Hmm...I thought that ESC looked familiar. It's Castle. Probably a Sidewinder. Looking at the specs on
AXIAL's page for that ESC, the motor limit is 19T. So 45T is way off. Add a 3S battery, and I'm not too surprised the ESC went *poof*. Honestly tho, I don't know if 19T is the max or min limit. Lessee....lower T = higher KV = higher RPM/volt. Higher T = lower KV = lower RPM/volt. So a 45T motor would be a crawler motor. And the AE2 is used in the SCX10 etc....so I would
think it would have been ok, but maybe the design of the motor, plus the 30* advanced timing, was just too much for the AE2. Castle designs to pretty close margins, IMO, and I think the 45T is just too far outside the ESC's 108Amps Peak, or the motor caused some kind of back-voltage or ripple that killed the ESC. Not knowing the motor's specs, I'm guessing.

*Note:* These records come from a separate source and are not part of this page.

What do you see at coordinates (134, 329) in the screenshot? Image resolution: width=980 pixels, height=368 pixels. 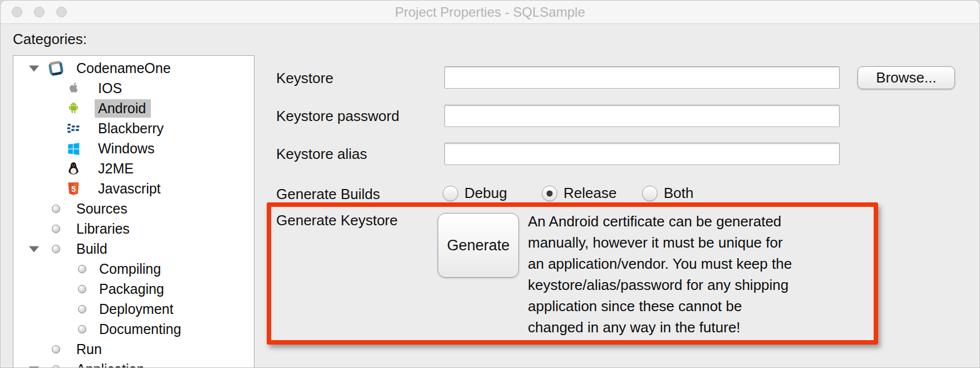 I see `tree-item-documenting: Documenting` at bounding box center [134, 329].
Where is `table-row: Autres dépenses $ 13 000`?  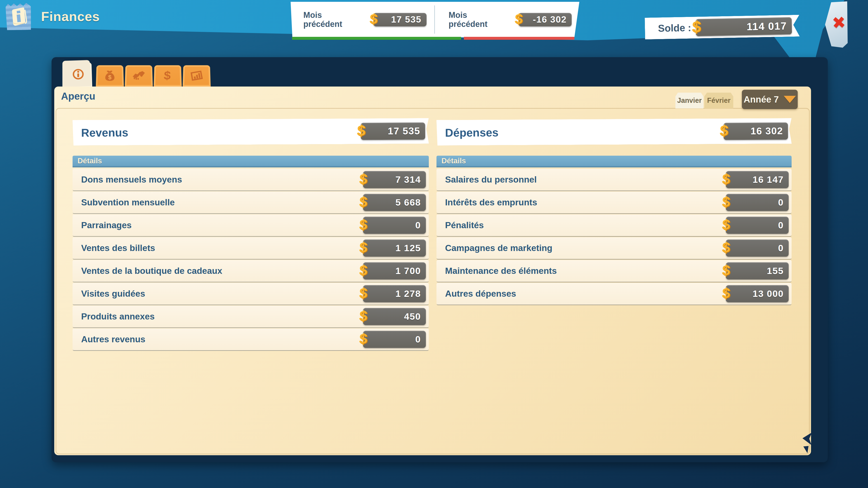
table-row: Autres dépenses $ 13 000 is located at coordinates (614, 294).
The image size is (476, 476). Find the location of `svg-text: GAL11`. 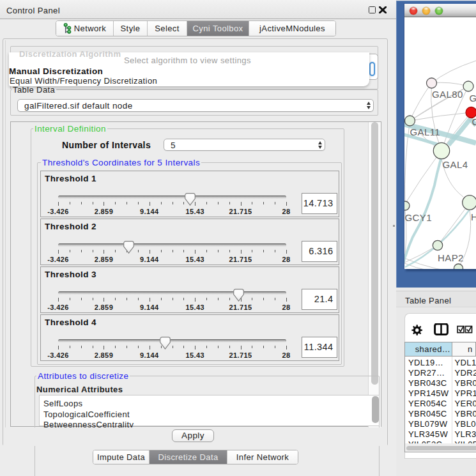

I doubt you did anything to the motor if it had been running ok,
then you noticed the end bell was loose. You should have heard a scraping sound as the rotor started chewing into the windings on the inside of the can. Unless you didn't recognize that sound. In which case, you mighta killed it. If you can take it out of the car and spin the rotor with your fingers and it feels free and smooth (except for the magnet drag of course), then it's probably ok. But putting an un-known motor into a system is really not wise, unless you really know what you're doing.
Looks like you're gonna be in the market for a new motor/ESC combo. Stick with the stock Axial replacement for now.